Sandy Hook Parent Personally Targeted By Alex Jones Testifies In Trial

Robbie Parker held a news conference in 2012 to talk about his 6-year-old daughter. Alex Jones used it to call him an "actor." Then the threats poured in.
A photograph of Emilie Parker, who was killed at Sandy Hook Elementary School, is shown to the jury during the Alex Jones defamation trial Wednesday in Waterbury, Connecticut.
A photograph of Emilie Parker, who was killed at Sandy Hook Elementary School, is shown to the jury during the Alex Jones defamation trial Wednesday in Waterbury, Connecticut.
Brian A. Pounds/Hearst Connecticut Media (pool) via Associated Press

A parent whose child was killed in a school shooting and who was personally targeted by conspiracy theorist Alex Jones as being an actor in a hoax testified about the onslaught of abuse he and his family suffered after harassers descended upon them.

Robbie Parker’s 6-year-old daughter, Emilie, was among the 20 children and six adults killed in the 2012 Connecticut shooting at Sandy Hook Elementary.
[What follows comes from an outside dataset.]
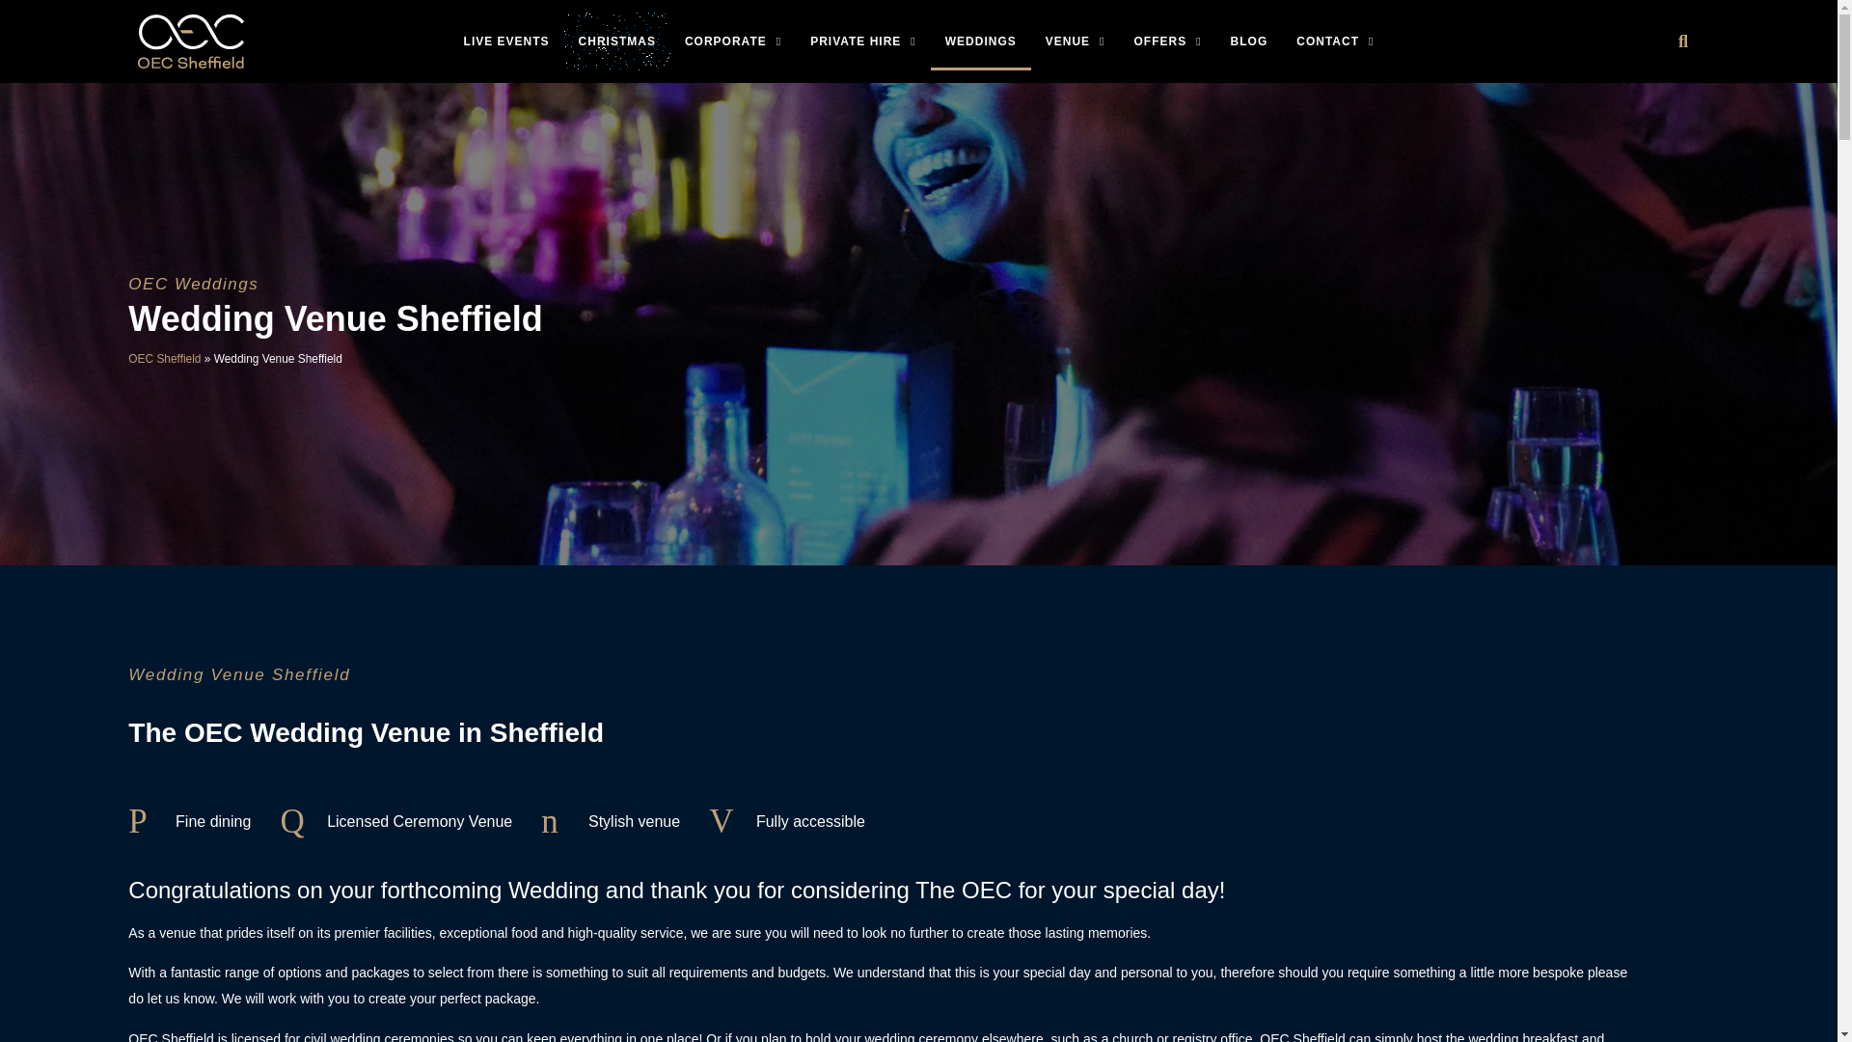  I want to click on VENUE, so click(1076, 41).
A day after her death, Parker held a news conference to talk about his little girl. Just before he approached the microphones, Parker gave a nervous laugh. It was all Jones needed to accuse Parker of being a “crisis actor” involved in a staged event.

Jones’ fanatics immediately began to descend upon the family, Robbie and his wife, Alissa, testified in a Connecticut courtroom Wednesday. The parents are among several Sandy Hook families suing Jones for the sickening lies he spread for years claiming the shooting was a staged event. A jury will now decide how much Jones ― who has already lost more than $45 million in a previous Sandy Hook defamation case ― must pay to the Connecticut families.

“It was very tender,” Alissa testified about Robbie’s news conference that day. “It was about this beautiful girl that was gone from our lives and that our life was not defined by this horrible moment but that we knew this beautiful being, and [Robbie] captured that.”

A news conference meant to celebrate their daughter’s life was instead turned into conspiracy fodder for Jones’ Infowars audience. In the years to follow, Alissa and Robbie received threatening letters and emails. On a memorial page for his daughter, Robbie found himself up late at night desperately trying to delete vile messages from extremists.

“That really threw me off,” Robbie testified. “I was looking for something to keep me stable because my compass was spinning, I didn’t know which way was what, and seeing these comments broke that connection I had, that stability.”

Robbie said what started as a “littering of comments” from attackers soon “became just a burning trash pile.”

Among the messages, which Alissa described as a “full on assault” were threats of violence and heinous insults, including calling their 6-year-old deceased daughter a “whore.”

Meanwhile, Infowars saw traffic and sales spikes as Jones pushed the lie.

The parents described Emilie as a sweet girl who loved art and who put others before herself. Emilie didn’t throw temper tantrums because she was so good at verbalizing her emotions, and in photos with her two younger sisters, always had her arms wrapped tightly around the both of them, the parents testified.

In his testimony, Robbie described the day Emilie was born.

“I was so scared almost by how much I could love somebody so immediately,” he said. “I’d never felt so vulnerable in my entire life as I did in that moment when Emilie was looking at me.”

During his testimony last week, Jones was asked about the lies he spread about Robbie and offered no remorse for the pain he inflicted on him and his family, at one point saying he was “done saying I’m sorry.”

“For years and years and years, you called these families actors, correct?” attorney Chris Mattei, who is representing the plaintiffs, asked Jones.

“No,” Jones said.

“You called Robbie Parker an actor many times,” Mattei said.

“I said it looked like he was acting,” Jones responded.